Most box failures are predictable. Five mistakes account for the bulk of "this sounds wrong" questions we get from DIY builders.

  1. Picking the box type before reading the spec sheet. "I want ported because ported is louder" is the most common error. If your driver has a Qts of 0.55, ported will sound boomy and uncontrolled no matter how loud it gets.
  2. Building to the wrong volume. An undersized ported box raises tuning above target and chokes low-end output. An oversized sealed box drops Fc below ideal and turns the response soft. Stay inside the manufacturer's recommended Vb.
  3. Miscalculating port length or area. Ports under-sized for power compress at high SPL, then chuff. Our ported box design and tuning guide covers the full math, including the port-area-to-cone-area ratio.
  4. Skipping the subsonic filter on a ported build. Below tuning, the cone is unloaded and excursion goes vertical. A 24 dB per octave high-pass set 5 to 10 Hz below tuning protects the driver.
  5. Ignoring cabin gain. A box that measures flat in your driveway will not measure flat at the listening position in the seat. Always tune in-car with an RTA, not on a workbench.

Frequently Asked Questions

How do I know if my subwoofer needs a sealed or ported enclosure?

Look at the driver's Qts and EBP. A Qts under 0.4 with EBP above 100 wants a ported enclosure. A Qts between 0.4 and 0.7 with EBP under 50 wants sealed. EBP between 50 and 100 means either type can work, so the build goal decides. Most manufacturers publish these on the spec sheet.

Which is louder, sealed or ported?

Ported is louder. With the same driver and amplifier, a properly tuned ported enclosure produces 3 to 6 dB more SPL than sealed across its tuned frequency range (SVS Sound, 2022). That is roughly equivalent to doubling amplifier power. Below tuning, ported drops fast at 24 dB per octave.

Is a bandpass box worth building?

Only for SPL competition or specific narrowband applications. A 4th-order bandpass gains up to 5 dB efficiency vs sealed (Crutchfield), but the passband is just 1 to 1.5 octaves wide. Music content outside that window is attenuated steeply, so bandpass is a poor choice for daily driving. Most casual builders should skip it.

How much bigger is a ported box than a sealed box?

About 1.5 to 2.5 times larger for the same driver. A 12-inch sub typically needs around 1.5 cubic feet sealed but 2.5 to 4 cubic feet ported, depending on T/S parameters and target tuning frequency. The extra volume is required to allow proper port tuning at the desired low frequency without choking airflow.

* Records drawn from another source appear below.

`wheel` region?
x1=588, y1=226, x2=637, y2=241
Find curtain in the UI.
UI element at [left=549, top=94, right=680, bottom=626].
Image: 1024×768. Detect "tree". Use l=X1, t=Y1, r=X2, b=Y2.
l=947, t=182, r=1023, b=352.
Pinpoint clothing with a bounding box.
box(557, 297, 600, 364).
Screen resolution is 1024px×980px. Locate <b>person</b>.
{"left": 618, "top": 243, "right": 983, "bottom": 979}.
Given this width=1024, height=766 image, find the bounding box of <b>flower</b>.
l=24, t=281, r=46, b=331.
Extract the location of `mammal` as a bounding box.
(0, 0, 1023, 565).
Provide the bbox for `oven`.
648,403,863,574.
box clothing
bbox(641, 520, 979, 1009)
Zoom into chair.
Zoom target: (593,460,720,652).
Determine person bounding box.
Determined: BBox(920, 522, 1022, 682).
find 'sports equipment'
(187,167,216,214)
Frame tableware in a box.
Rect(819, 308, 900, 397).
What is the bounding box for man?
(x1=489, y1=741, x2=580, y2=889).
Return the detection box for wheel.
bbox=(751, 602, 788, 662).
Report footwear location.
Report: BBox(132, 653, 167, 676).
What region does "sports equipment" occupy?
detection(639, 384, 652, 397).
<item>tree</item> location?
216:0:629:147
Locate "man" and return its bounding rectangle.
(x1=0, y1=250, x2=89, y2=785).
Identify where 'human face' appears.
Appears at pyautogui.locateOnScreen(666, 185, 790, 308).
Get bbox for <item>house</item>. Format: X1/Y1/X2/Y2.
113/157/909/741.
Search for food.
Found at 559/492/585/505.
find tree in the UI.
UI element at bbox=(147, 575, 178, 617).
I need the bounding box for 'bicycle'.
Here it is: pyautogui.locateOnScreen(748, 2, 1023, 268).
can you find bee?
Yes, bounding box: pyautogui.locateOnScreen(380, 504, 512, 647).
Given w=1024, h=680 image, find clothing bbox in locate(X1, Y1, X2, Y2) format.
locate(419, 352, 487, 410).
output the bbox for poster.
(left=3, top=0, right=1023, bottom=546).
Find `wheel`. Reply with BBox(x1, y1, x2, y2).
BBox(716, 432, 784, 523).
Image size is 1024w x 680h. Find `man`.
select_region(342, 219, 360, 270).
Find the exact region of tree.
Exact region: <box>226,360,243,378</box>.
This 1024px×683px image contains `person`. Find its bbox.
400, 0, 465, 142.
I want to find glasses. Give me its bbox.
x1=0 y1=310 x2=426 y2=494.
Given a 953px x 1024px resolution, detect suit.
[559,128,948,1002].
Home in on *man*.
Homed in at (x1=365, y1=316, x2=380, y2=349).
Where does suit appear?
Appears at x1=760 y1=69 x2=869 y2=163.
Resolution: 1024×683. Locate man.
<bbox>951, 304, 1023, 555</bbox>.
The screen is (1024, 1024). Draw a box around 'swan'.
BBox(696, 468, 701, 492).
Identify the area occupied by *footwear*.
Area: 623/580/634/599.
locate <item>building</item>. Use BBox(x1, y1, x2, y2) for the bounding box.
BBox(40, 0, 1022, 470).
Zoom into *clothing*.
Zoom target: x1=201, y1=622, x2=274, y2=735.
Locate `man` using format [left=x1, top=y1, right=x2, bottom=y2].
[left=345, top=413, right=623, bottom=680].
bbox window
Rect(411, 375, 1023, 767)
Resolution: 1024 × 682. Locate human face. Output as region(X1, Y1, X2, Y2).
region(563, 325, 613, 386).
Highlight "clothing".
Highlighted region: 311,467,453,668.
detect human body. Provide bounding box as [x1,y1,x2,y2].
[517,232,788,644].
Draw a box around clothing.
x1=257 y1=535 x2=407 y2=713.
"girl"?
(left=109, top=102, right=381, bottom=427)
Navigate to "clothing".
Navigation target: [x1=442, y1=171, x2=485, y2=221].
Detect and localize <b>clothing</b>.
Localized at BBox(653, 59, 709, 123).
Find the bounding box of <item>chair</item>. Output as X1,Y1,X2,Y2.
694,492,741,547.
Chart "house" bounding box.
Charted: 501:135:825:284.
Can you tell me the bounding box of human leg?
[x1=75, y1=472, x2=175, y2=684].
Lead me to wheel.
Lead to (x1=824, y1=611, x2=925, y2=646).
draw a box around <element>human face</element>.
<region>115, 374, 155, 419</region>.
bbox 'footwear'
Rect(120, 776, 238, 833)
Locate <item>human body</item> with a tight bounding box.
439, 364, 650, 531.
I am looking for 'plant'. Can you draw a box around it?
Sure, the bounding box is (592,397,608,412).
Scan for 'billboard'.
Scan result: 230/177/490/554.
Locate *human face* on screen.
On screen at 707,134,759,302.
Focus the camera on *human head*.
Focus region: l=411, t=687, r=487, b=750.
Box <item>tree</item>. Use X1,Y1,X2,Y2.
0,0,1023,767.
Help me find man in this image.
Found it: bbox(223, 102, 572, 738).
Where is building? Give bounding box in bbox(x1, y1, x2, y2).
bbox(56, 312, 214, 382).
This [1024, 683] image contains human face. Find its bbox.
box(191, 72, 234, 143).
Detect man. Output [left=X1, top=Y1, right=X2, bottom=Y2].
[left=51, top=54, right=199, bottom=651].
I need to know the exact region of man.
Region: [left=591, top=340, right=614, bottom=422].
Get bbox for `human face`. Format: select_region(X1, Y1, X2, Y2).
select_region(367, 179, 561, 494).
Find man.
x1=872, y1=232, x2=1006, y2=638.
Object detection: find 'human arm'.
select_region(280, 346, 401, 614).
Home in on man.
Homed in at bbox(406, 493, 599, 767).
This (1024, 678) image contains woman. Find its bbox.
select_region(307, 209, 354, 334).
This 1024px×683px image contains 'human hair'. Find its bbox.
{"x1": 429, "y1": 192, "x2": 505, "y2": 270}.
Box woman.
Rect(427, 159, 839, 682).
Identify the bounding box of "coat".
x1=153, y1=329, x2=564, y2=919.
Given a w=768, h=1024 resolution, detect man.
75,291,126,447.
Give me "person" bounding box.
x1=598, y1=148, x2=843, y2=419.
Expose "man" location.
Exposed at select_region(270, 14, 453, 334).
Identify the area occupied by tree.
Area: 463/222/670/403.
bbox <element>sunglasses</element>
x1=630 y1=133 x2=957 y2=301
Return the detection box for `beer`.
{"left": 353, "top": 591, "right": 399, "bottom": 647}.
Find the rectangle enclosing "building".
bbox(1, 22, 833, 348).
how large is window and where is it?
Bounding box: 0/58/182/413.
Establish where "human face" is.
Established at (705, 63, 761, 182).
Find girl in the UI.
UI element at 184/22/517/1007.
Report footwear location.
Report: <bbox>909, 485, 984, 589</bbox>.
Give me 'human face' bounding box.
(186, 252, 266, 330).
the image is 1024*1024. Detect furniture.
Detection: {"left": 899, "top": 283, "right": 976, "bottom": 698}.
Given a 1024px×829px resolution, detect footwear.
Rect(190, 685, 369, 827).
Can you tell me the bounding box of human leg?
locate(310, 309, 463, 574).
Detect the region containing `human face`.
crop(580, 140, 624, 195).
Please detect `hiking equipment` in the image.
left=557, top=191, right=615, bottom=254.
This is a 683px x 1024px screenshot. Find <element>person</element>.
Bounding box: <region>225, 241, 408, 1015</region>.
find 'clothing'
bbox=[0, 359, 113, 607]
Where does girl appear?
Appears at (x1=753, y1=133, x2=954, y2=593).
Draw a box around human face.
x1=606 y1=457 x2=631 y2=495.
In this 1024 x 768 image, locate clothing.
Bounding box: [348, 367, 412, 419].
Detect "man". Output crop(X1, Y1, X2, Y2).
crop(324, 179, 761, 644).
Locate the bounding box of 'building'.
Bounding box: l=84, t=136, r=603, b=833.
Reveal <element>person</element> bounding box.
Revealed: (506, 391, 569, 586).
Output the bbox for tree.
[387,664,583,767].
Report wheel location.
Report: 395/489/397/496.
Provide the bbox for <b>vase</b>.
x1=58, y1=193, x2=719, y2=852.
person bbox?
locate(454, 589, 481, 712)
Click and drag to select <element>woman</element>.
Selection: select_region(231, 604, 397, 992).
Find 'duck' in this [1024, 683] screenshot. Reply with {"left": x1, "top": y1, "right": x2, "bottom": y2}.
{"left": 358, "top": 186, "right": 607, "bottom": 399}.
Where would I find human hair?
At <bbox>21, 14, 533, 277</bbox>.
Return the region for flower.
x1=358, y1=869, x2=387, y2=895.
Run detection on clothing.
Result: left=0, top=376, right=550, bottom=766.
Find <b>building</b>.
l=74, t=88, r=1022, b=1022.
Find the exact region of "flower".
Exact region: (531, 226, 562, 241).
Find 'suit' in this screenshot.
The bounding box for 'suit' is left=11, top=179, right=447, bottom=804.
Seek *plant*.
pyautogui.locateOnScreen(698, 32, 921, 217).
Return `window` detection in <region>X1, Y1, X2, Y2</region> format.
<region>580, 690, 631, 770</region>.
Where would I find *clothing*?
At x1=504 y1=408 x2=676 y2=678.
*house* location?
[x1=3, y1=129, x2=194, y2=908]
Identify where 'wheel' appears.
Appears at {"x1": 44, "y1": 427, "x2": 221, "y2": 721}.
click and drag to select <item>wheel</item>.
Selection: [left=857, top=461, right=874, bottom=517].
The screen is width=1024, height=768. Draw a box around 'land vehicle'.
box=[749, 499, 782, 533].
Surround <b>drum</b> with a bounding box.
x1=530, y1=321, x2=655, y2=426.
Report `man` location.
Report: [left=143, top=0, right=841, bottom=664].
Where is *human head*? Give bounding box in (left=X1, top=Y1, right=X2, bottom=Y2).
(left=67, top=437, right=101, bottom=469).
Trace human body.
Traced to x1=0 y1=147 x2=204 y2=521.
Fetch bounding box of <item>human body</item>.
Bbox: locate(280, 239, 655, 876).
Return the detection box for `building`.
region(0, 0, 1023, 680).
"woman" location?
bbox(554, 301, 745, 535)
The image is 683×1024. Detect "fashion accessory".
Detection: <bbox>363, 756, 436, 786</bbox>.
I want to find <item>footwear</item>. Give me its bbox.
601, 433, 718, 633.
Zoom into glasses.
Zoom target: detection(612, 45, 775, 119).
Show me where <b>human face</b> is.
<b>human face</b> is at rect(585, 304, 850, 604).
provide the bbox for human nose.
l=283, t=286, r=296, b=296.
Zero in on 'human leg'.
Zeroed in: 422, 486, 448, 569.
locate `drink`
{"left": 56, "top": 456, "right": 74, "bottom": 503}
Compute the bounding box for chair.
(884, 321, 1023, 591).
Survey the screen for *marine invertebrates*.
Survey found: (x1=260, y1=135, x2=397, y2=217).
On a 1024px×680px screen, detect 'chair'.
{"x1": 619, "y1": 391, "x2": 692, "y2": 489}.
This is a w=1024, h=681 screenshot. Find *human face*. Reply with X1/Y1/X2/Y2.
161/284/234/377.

Can the same subwoofer work in both sealed and ported boxes?

Most subs will play in either, but only one will be optimal. A driver with EBP between 50 and 100 falls in the transition zone where build goal decides. Outside that range, the wrong box type either over-damps the driver and robs efficiency, or under-damps it and causes port noise and distortion. Always check the manufacturer's recommended volume and tuning before committing.

Need a Box Cut Right the First Time?

We CNC every Proline X enclosure on ShopSabre routers from 3/4" Langboard Elite MDF (48.5 lbs/ft³), with V-groove and dado joinery, double-layer baffles where the driver demands it, and threaded inserts matched to the bolt pattern.

If you have a driver picked out and want it loaded into a box tuned to its T/S parameters, contact us with the model number and we will spec the enclosure to match.

Scott Welch is the owner of Audio Intensity in Tullahoma, Tennessee. He runs the CNCs that cut every Proline X enclosure, competes in IASCA and MECA Sound Quality, and tunes every install in his own truck before it ships. Audio Intensity is the original US importer for Goldhorn DSP and an authorized dealer for Audiomobile, Crescendo, Image Dynamics, Arc Audio, JL Audio, and more.